Is it? I disagree. The university I went to has a mission to “conduct research, provide education, and engage with the community to improve the lives of people and the environment”. MIT’s is to “educate students and advance knowledge in science, technology, and other areas of scholarship”.
It’s not a problem. You just have a narrow view of what you think our higher ed institutions should be.
> This has had several consequences for the governance of universities: 1) the role of shared governance has receded in importance in the day-to-day governance of universities; 2) the balance of power and authority has shifted toward administrators; and 3) faculty have been subjected to a series of performance measures that disproportionately values productivity over shared governance participation.
Publish-or-perish and shoddy research is a direct result of this shift in the mission, as measurements became all but expected.
By the time I entered uni the 1990s, things were shifting negatively in higher institutions.
I've worked for both big R1 Universities as well as top-tier independent research institutes. I ran computing facilities that supported bioinformatics facilities, and spent my day interacting with both research leaders (PIs/faculty) and administration.
I don't believe point #1 - I have been involved in shared governance bodies as a student and staff, and at least where I've spent time, these bodies are strong.
For point #2, I never saw any shift of authority to administrators. In fact, I left academia because I was given a mission to centralize computing resources to ensure we're responsible stewards of the data we held. Instead, PIs would end-run around shared computing facilities, spending their own grant money on high end workstations, USB drives. I left and went into big tech because I was tired of fighting with essentially 50-100 small fiefdoms. The administrators were powerless, and if they tried to force the PIs to submit, they PIs would simply go someplace else.
For #3, while "impact factor" took on a larger role, I did not see a problematic shift in how we did science. Everyone was given adequate resources to participate in governance. If anything, the outsized influence individual PIs had over how they did their research made it more difficult to ensure data was stored safely, analyses were reproducible, and so on. That, to me, is a greater risk than the fear that administration was telling researchers what to research.
There are problems with higher ed in the US, but I don't understand how to equate a perceived shift away from "shared governance" with deep fundamental issues in the mission of our higher ed system. We need both a focus on educating young people (need to have fresh minds and bodies to keep the research machine churning) as well as basic AND cutting edge research to keep progress moving forward.
For #2, are you saying the administration doesn’t hold the purse strings?
Why the resistance to the top-down approach?
Nobody resists if it means more resources; and faster procurement of resources.
Instead it seems researchers are forced to navigate politics and raise funding.
Or do you mean that each department has its own IT department and it’s resisting consolidation?
For #3: It’s not about resources but about how “impact factor” is measured, and whether it’s useful a useful metric.
Often, for example little attention is given to confirmation of a suspected dead-end. That still requires in-depth knowledge of the subject, is still research, and advances knowledge.
For #2, yes - the administration doesn't hold the purse strings. Each PI gets their own grants, and thus can control how much of the money is spent, barring overhead. I had to make a value proposition for the PIs to explain to them why they couldn't afford NOT to modernize their data storage. Unfortunately, it's cheaper to go to Staples and buy a USB drive than it is to pay for properly archived storage.
The resistance to the top down approach was, to me, misunderstanding the risks of storing their data outside of a safe place, and a fear of losing control of their data.
The last institute I worked at was focused on basic biomedical research - dead ends were what we chased all day!
It’s not a problem. You just have a narrow view of what you think our higher ed institutions should be.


A word-for-word copy of the data, pictures excluded, is what this task asks for.

**********

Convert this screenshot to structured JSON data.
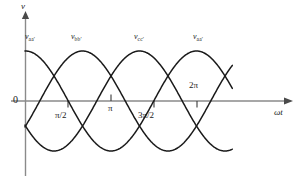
{
  "figure": {
    "axes": {
      "y_label": "v",
      "x_label_omega": "ω",
      "x_label_t": "t",
      "origin_label": "0"
    },
    "tick_labels": [
      "π/2",
      "π",
      "3π/2",
      "2π"
    ],
    "curve_labels": [
      {
        "symbol": "v",
        "subscript": "aa′"
      },
      {
        "symbol": "v",
        "subscript": "bb′"
      },
      {
        "symbol": "v",
        "subscript": "cc′"
      },
      {
        "symbol": "v",
        "subscript": "aa′"
      }
    ],
    "colors": {
      "curve": "#1a1a1a",
      "axis": "#7d7d7d",
      "text": "#1a1a1a",
      "background": "#ffffff"
    }
  },
  "chart_data": {
    "type": "line",
    "title": "",
    "xlabel": "ωt",
    "ylabel": "v",
    "x_tick_values": [
      1.5707963,
      3.1415927,
      4.712389,
      6.2831853
    ],
    "x_tick_labels": [
      "π/2",
      "π",
      "3π/2",
      "2π"
    ],
    "xlim": [
      0,
      7.6
    ],
    "ylim": [
      -1.25,
      1.25
    ],
    "grid": false,
    "legend": "inline-curve-labels",
    "amplitude": 1.0,
    "series": [
      {
        "name": "v_aa'",
        "label": "v_aa′",
        "phase_deg": 0,
        "form": "cos(wt)",
        "x": [
          0,
          0.3927,
          0.7854,
          1.1781,
          1.5708,
          1.9635,
          2.3562,
          2.7489,
          3.1416,
          3.5343,
          3.927,
          4.3197,
          4.7124,
          5.1051,
          5.4978,
          5.8905,
          6.2832,
          6.6759,
          7.0686,
          7.4613
        ],
        "values": [
          1.0,
          0.924,
          0.707,
          0.383,
          0.0,
          -0.383,
          -0.707,
          -0.924,
          -1.0,
          -0.924,
          -0.707,
          -0.383,
          0.0,
          0.383,
          0.707,
          0.924,
          1.0,
          0.924,
          0.707,
          0.383
        ]
      },
      {
        "name": "v_bb'",
        "label": "v_bb′",
        "phase_deg": -120,
        "form": "cos(wt - 120°)",
        "x": [
          0,
          0.3927,
          0.7854,
          1.1781,
          1.5708,
          1.9635,
          2.3562,
          2.7489,
          3.1416,
          3.5343,
          3.927,
          4.3197,
          4.7124,
          5.1051,
          5.4978,
          5.8905,
          6.2832,
          6.6759,
          7.0686,
          7.4613
        ],
        "values": [
          -0.5,
          -0.131,
          0.259,
          0.609,
          0.866,
          0.991,
          0.966,
          0.793,
          0.5,
          0.131,
          -0.259,
          -0.609,
          -0.866,
          -0.991,
          -0.966,
          -0.793,
          -0.5,
          -0.131,
          0.259,
          0.609
        ]
      },
      {
        "name": "v_cc'",
        "label": "v_cc′",
        "phase_deg": 120,
        "form": "cos(wt + 120°)",
        "x": [
          0,
          0.3927,
          0.7854,
          1.1781,
          1.5708,
          1.9635,
          2.3562,
          2.7489,
          3.1416,
          3.5343,
          3.927,
          4.3197,
          4.7124,
          5.1051,
          5.4978,
          5.8905,
          6.2832,
          6.6759,
          7.0686,
          7.4613
        ],
        "values": [
          -0.5,
          -0.793,
          -0.966,
          -0.991,
          -0.866,
          -0.609,
          -0.259,
          0.131,
          0.5,
          0.793,
          0.966,
          0.991,
          0.866,
          0.609,
          0.259,
          -0.131,
          -0.5,
          -0.793,
          -0.966,
          -0.991
        ]
      }
    ]
  }
}
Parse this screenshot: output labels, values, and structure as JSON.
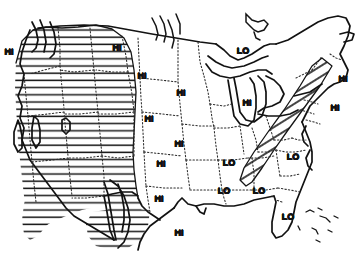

**********

--- Task response ---
Convert this screenshot to structured JSON data.
{
  "figure": {
    "axes": {
      "y_label": "v",
      "x_label_omega": "ω",
      "x_label_t": "t",
      "origin_label": "0"
    },
    "tick_labels": [
      "π/2",
      "π",
      "3π/2",
      "2π"
    ],
    "curve_labels": [
      {
        "symbol": "v",
        "subscript": "aa′"
      },
      {
        "symbol": "v",
        "subscript": "bb′"
      },
      {
        "symbol": "v",
        "subscript": "cc′"
      },
      {
        "symbol": "v",
        "subscript": "aa′"
      }
    ],
    "colors": {
      "curve": "#1a1a1a",
      "axis": "#7d7d7d",
      "text": "#1a1a1a",
      "background": "#ffffff"
    }
  },
  "chart_data": {
    "type": "line",
    "title": "",
    "xlabel": "ωt",
    "ylabel": "v",
    "x_tick_values": [
      1.5707963,
      3.1415927,
      4.712389,
      6.2831853
    ],
    "x_tick_labels": [
      "π/2",
      "π",
      "3π/2",
      "2π"
    ],
    "xlim": [
      0,
      7.6
    ],
    "ylim": [
      -1.25,
      1.25
    ],
    "grid": false,
    "legend": "inline-curve-labels",
    "amplitude": 1.0,
    "series": [
      {
        "name": "v_aa'",
        "label": "v_aa′",
        "phase_deg": 0,
        "form": "cos(wt)",
        "x": [
          0,
          0.3927,
          0.7854,
          1.1781,
          1.5708,
          1.9635,
          2.3562,
          2.7489,
          3.1416,
          3.5343,
          3.927,
          4.3197,
          4.7124,
          5.1051,
          5.4978,
          5.8905,
          6.2832,
          6.6759,
          7.0686,
          7.4613
        ],
        "values": [
          1.0,
          0.924,
          0.707,
          0.383,
          0.0,
          -0.383,
          -0.707,
          -0.924,
          -1.0,
          -0.924,
          -0.707,
          -0.383,
          0.0,
          0.383,
          0.707,
          0.924,
          1.0,
          0.924,
          0.707,
          0.383
        ]
      },
      {
        "name": "v_bb'",
        "label": "v_bb′",
        "phase_deg": -120,
        "form": "cos(wt - 120°)",
        "x": [
          0,
          0.3927,
          0.7854,
          1.1781,
          1.5708,
          1.9635,
          2.3562,
          2.7489,
          3.1416,
          3.5343,
          3.927,
          4.3197,
          4.7124,
          5.1051,
          5.4978,
          5.8905,
          6.2832,
          6.6759,
          7.0686,
          7.4613
        ],
        "values": [
          -0.5,
          -0.131,
          0.259,
          0.609,
          0.866,
          0.991,
          0.966,
          0.793,
          0.5,
          0.131,
          -0.259,
          -0.609,
          -0.866,
          -0.991,
          -0.966,
          -0.793,
          -0.5,
          -0.131,
          0.259,
          0.609
        ]
      },
      {
        "name": "v_cc'",
        "label": "v_cc′",
        "phase_deg": 120,
        "form": "cos(wt + 120°)",
        "x": [
          0,
          0.3927,
          0.7854,
          1.1781,
          1.5708,
          1.9635,
          2.3562,
          2.7489,
          3.1416,
          3.5343,
          3.927,
          4.3197,
          4.7124,
          5.1051,
          5.4978,
          5.8905,
          6.2832,
          6.6759,
          7.0686,
          7.4613
        ],
        "values": [
          -0.5,
          -0.793,
          -0.966,
          -0.991,
          -0.866,
          -0.609,
          -0.259,
          0.131,
          0.5,
          0.793,
          0.966,
          0.991,
          0.866,
          0.609,
          0.259,
          -0.131,
          -0.5,
          -0.793,
          -0.966,
          -0.991
        ]
      }
    ]
  }
}
Parse this screenshot: output labels, values, and structure as JSON.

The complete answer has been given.